Would that “nec misere moriebatur nec omninomoriebatur” could be remembered of us someday!

A visit to the catacombs. See  this on catacombs . I particularly enjoyed my two visits to  those of Sta Priscilla , in 1974 and 1985, conducted for a small group in both cases by a very well-informed nun. When or if you visit the catacombs of Callistus (see here also) and/or San Sebastiano, which are not far from one another, the latter on the Via Appia Antiqua itself, it is fun and contemplative on a nice day to walk a while out of Rome on that Appian Way. When one tires, one can take one of the side roads leading off to the LEFT that run down to the Via Appia Nuova and take a bus back into Rome.

On one of these trips, going out the Appian Way, before reaching San Sebastiano, I went off to the left through some fields in search of the “Grotto of Egeria” (which is certainly not the original one, where Numa Pompilius had his colloquies with the nymph, but is at least 2nd century AD) and a kind of early medieval chapel which was the converted “gazebo” of Herodes Atticus.

He was a small merchant of Athens with a shop built against the Acropolis, who discovered a walled-up cave entrance into the hillside and within it discovered an amazing hoard of gold and silver (I reckon the Persians must have it deposited there in 479 BC when they had to evacuate Athens hurriedly after their defeat at Salamis, but nobody knows). After the Emperor Antoninus Pius ruled that it was all his’, he became fabulously wealthy and moved to Rome.  Anyway, there is a not-very-helpful account of how to get to it in Georgina Masson’s guidebook to Rome, which I followed, with eventual success after an encounter with a most unfriendly mastiff and a rather suspicious gardener.

An excursion to the Alban Hills. I remember a lovely trattoria in Castel Gandolfo (perhaps the site of ancient Alba Longa) overlooking the lake of that name; and going to the top of Monte Cavo — or perhaps to Frascati (Tusculum) and drinking the local wine accompanied by porchetta in one of its many cantine, and then going to the top of Monte Tuscolo (the site of ancient Tusculum, with a well-preserved Roman theater) — I remember going there, and following a priest who knew a short cut, trying to go down the hill the back way, and finding ourselves in the middle of a field with a rather large bull.  My own favorite place for an excursion was the unpretentious lakeside restaurant Casina Bianca in Trevignano, on Lake Bracciano to the  NW of Rome.

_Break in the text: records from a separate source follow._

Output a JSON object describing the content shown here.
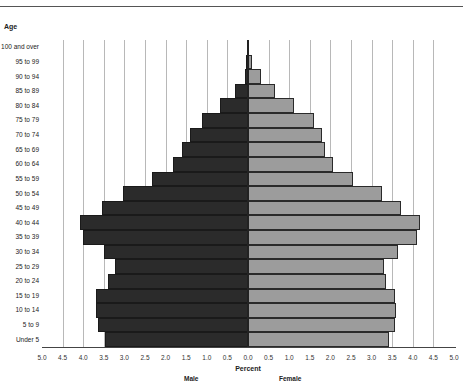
{
  "chart_data": {
    "type": "bar",
    "orientation": "horizontal",
    "subtype": "population-pyramid",
    "title": "",
    "ylabel": "Age",
    "xlabel": "Percent",
    "side_labels": {
      "left": "Male",
      "right": "Female"
    },
    "xlim": [
      -5.0,
      5.0
    ],
    "x_ticks": [
      "5.0",
      "4.5",
      "4.0",
      "3.5",
      "3.0",
      "2.5",
      "2.0",
      "1.5",
      "1.0",
      "0.5",
      "0.0",
      "0.5",
      "1.0",
      "1.5",
      "2.0",
      "2.5",
      "3.0",
      "3.5",
      "4.0",
      "4.5",
      "5.0"
    ],
    "grid": true,
    "categories": [
      "100 and over",
      "95 to 99",
      "90 to 94",
      "85 to 89",
      "80 to 84",
      "75 to 79",
      "70 to 74",
      "65 to 69",
      "60 to 64",
      "55 to 59",
      "50 to 54",
      "45 to 49",
      "40 to 44",
      "35 to 39",
      "30 to 34",
      "25 to 29",
      "20 to 24",
      "15 to 19",
      "10 to 14",
      "5 to 9",
      "Under 5"
    ],
    "series": [
      {
        "name": "Male",
        "color": "#2b2b2b",
        "values": [
          0.02,
          0.04,
          0.08,
          0.32,
          0.69,
          1.12,
          1.4,
          1.59,
          1.83,
          2.32,
          3.04,
          3.55,
          4.07,
          4.0,
          3.5,
          3.22,
          3.41,
          3.7,
          3.68,
          3.64,
          3.47
        ]
      },
      {
        "name": "Female",
        "color": "#9c9c9c",
        "values": [
          0.03,
          0.1,
          0.31,
          0.65,
          1.12,
          1.59,
          1.79,
          1.87,
          2.07,
          2.54,
          3.26,
          3.72,
          4.18,
          4.1,
          3.63,
          3.3,
          3.35,
          3.57,
          3.59,
          3.57,
          3.43
        ]
      }
    ]
  },
  "labels": {
    "age_title": "Age",
    "percent": "Percent",
    "male": "Male",
    "female": "Female"
  }
}
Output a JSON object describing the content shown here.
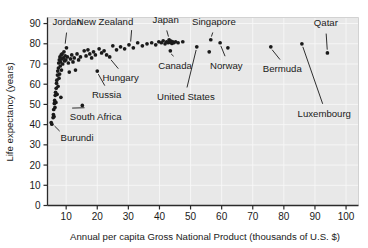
{
  "chart_data": {
    "type": "scatter",
    "title": "",
    "xlabel": "Annual per capita Gross National Product (thousands of U.S. $)",
    "ylabel": "Life expectancy (years)",
    "xlim": [
      4,
      104
    ],
    "ylim": [
      0,
      93
    ],
    "xticks": [
      10,
      20,
      30,
      40,
      50,
      60,
      70,
      80,
      90,
      100
    ],
    "xtick_labels": [
      "10",
      "20",
      "30",
      "40",
      "50",
      "60",
      "70",
      "80",
      "90",
      "100"
    ],
    "yticks": [
      0,
      10,
      20,
      30,
      40,
      50,
      60,
      70,
      80,
      90
    ],
    "ytick_labels": [
      "0",
      "10",
      "20",
      "30",
      "40",
      "50",
      "60",
      "70",
      "80",
      "90"
    ],
    "grid": true,
    "legend": "none",
    "marker": "filled-circle",
    "marker_color": "#1a1a1a",
    "points": [
      [
        5.2,
        41.0
      ],
      [
        5.4,
        40.2
      ],
      [
        5.8,
        43.5
      ],
      [
        5.9,
        45.0
      ],
      [
        6.0,
        47.5
      ],
      [
        6.1,
        44.0
      ],
      [
        6.2,
        50.5
      ],
      [
        6.3,
        52.0
      ],
      [
        6.4,
        48.5
      ],
      [
        6.5,
        54.5
      ],
      [
        6.6,
        56.0
      ],
      [
        6.7,
        51.0
      ],
      [
        6.8,
        58.0
      ],
      [
        6.9,
        60.5
      ],
      [
        7.0,
        62.0
      ],
      [
        7.1,
        55.0
      ],
      [
        7.2,
        64.5
      ],
      [
        7.3,
        66.5
      ],
      [
        7.4,
        59.0
      ],
      [
        7.5,
        68.0
      ],
      [
        7.6,
        70.5
      ],
      [
        7.7,
        63.0
      ],
      [
        7.8,
        72.0
      ],
      [
        7.9,
        65.0
      ],
      [
        8.0,
        73.5
      ],
      [
        8.1,
        69.0
      ],
      [
        8.2,
        71.0
      ],
      [
        8.3,
        53.5
      ],
      [
        8.4,
        74.5
      ],
      [
        8.5,
        67.0
      ],
      [
        8.6,
        72.5
      ],
      [
        8.7,
        75.0
      ],
      [
        8.9,
        70.0
      ],
      [
        9.1,
        73.0
      ],
      [
        9.3,
        76.0
      ],
      [
        9.5,
        71.5
      ],
      [
        9.7,
        74.0
      ],
      [
        9.9,
        72.0
      ],
      [
        10.1,
        78.0
      ],
      [
        10.4,
        73.5
      ],
      [
        10.7,
        70.5
      ],
      [
        11.0,
        66.0
      ],
      [
        11.4,
        72.5
      ],
      [
        11.8,
        74.5
      ],
      [
        12.2,
        71.0
      ],
      [
        12.6,
        73.0
      ],
      [
        13.0,
        67.0
      ],
      [
        13.5,
        75.0
      ],
      [
        14.0,
        72.0
      ],
      [
        14.6,
        73.5
      ],
      [
        15.2,
        49.5
      ],
      [
        15.8,
        76.5
      ],
      [
        16.4,
        74.0
      ],
      [
        17.0,
        77.0
      ],
      [
        17.6,
        75.0
      ],
      [
        18.2,
        73.0
      ],
      [
        18.8,
        76.0
      ],
      [
        19.4,
        74.5
      ],
      [
        20.0,
        66.5
      ],
      [
        20.6,
        77.5
      ],
      [
        21.4,
        75.5
      ],
      [
        22.2,
        76.5
      ],
      [
        23.0,
        74.5
      ],
      [
        24.0,
        73.5
      ],
      [
        25.0,
        79.0
      ],
      [
        26.2,
        77.0
      ],
      [
        27.5,
        78.5
      ],
      [
        28.8,
        77.5
      ],
      [
        30.2,
        79.5
      ],
      [
        31.6,
        78.0
      ],
      [
        33.0,
        80.5
      ],
      [
        34.5,
        79.0
      ],
      [
        36.0,
        80.0
      ],
      [
        37.5,
        80.5
      ],
      [
        38.8,
        79.5
      ],
      [
        39.8,
        81.0
      ],
      [
        40.6,
        80.5
      ],
      [
        41.2,
        81.5
      ],
      [
        41.8,
        80.0
      ],
      [
        42.3,
        81.0
      ],
      [
        42.8,
        80.5
      ],
      [
        43.1,
        82.0
      ],
      [
        43.4,
        80.8
      ],
      [
        43.7,
        81.3
      ],
      [
        44.0,
        80.2
      ],
      [
        44.3,
        81.0
      ],
      [
        44.6,
        80.5
      ],
      [
        43.5,
        76.5
      ],
      [
        45.2,
        81.0
      ],
      [
        46.0,
        80.5
      ],
      [
        47.5,
        81.0
      ],
      [
        52.0,
        78.5
      ],
      [
        56.0,
        76.0
      ],
      [
        56.5,
        82.0
      ],
      [
        59.5,
        80.5
      ],
      [
        62.0,
        78.0
      ],
      [
        75.8,
        78.5
      ],
      [
        85.8,
        80.0
      ],
      [
        94.0,
        75.5
      ]
    ],
    "annotations": [
      {
        "label": "Jordan",
        "label_x": 10.3,
        "label_y": 89.5,
        "point_x": 9.6,
        "point_y": 78.5
      },
      {
        "label": "New Zealand",
        "label_x": 22.5,
        "label_y": 89.5,
        "point_x": 31.6,
        "point_y": 80.2
      },
      {
        "label": "Japan",
        "label_x": 42.0,
        "label_y": 90.5,
        "point_x": 43.1,
        "point_y": 82.0
      },
      {
        "label": "Singapore",
        "label_x": 57.5,
        "label_y": 89.5,
        "point_x": 56.5,
        "point_y": 82.0
      },
      {
        "label": "Qatar",
        "label_x": 93.5,
        "label_y": 89.0,
        "point_x": 94.0,
        "point_y": 75.5
      },
      {
        "label": "Canada",
        "label_x": 45.0,
        "label_y": 67.5,
        "point_x": 43.5,
        "point_y": 76.5
      },
      {
        "label": "Norway",
        "label_x": 61.5,
        "label_y": 67.5,
        "point_x": 59.5,
        "point_y": 80.5
      },
      {
        "label": "Bermuda",
        "label_x": 79.5,
        "label_y": 66.0,
        "point_x": 75.8,
        "point_y": 78.5
      },
      {
        "label": "Luxembourg",
        "label_x": 93.0,
        "label_y": 44.0,
        "point_x": 85.8,
        "point_y": 80.0
      },
      {
        "label": "United States",
        "label_x": 48.5,
        "label_y": 52.0,
        "point_x": 52.0,
        "point_y": 78.5
      },
      {
        "label": "Hungary",
        "label_x": 27.5,
        "label_y": 61.5,
        "point_x": 24.0,
        "point_y": 73.5
      },
      {
        "label": "Russia",
        "label_x": 23.0,
        "label_y": 53.0,
        "point_x": 20.0,
        "point_y": 66.5
      },
      {
        "label": "South Africa",
        "label_x": 19.5,
        "label_y": 42.5,
        "point_x": 15.2,
        "point_y": 49.5
      },
      {
        "label": "Burundi",
        "label_x": 13.5,
        "label_y": 32.0,
        "point_x": 5.4,
        "point_y": 40.2
      }
    ]
  }
}
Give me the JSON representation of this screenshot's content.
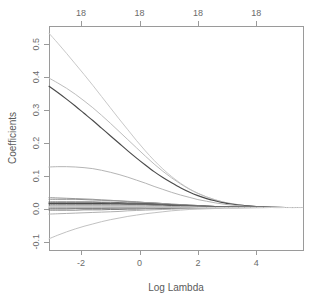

At the bottom of the hill we faced a long wearisome walk along a country road in the hot mid-day, with nothing to drink.  Finally we reached a hovel, or small hut, on which there were signs advertising watermelons for sale.  the priest, perhaps self-conscious about his “short cut,” rushed ahead to buy some, only to emerge from the shack in some flustered disconcertation, and told us that he had, upon entering, found a couple making love on the floor.  A few minutes later a crone came from behind the shack and sold us a watermelon or two.

In Rome itself, there are the scavi of St. Peter’s, as well as those under San Clemente — but there are also scavi (erratically opened, as I recall) at Sta Prisca (on the Aventine); and there are the famous old carved wooden doors (perhaps 4th century) of Sta Sabina (on the Aventine).

And the Roman Forum. How well I remember coming across the cracked marble floors of the money-changers’ area (the “Basilica Julia”), and discernable on it, little pitted holes, some of them surrounded by green “haloes,” which were caused when the Visigoths set the building alight when they captured Rome in August of 410, and some of the heated copper coins fused into the floor. In some few of these holes the coins themselves could be seen.

Beg, buy or borrow a copy of George Edmundson’s The Church in Rome in the First Century (Longman, Green & Co., 1913; reprinted by Wipf & Stock ca. 2004) and both read it beforehand and bring it with you. Maybe also (though this is an extravagance and hardly up-to-date) Augustus Hare’s  Walks in Rome of ca. 1909.

All three

asked the visitor’s prayers when he came ad limina apostolorum , to the sepulchres of St. Peter and St. Paul.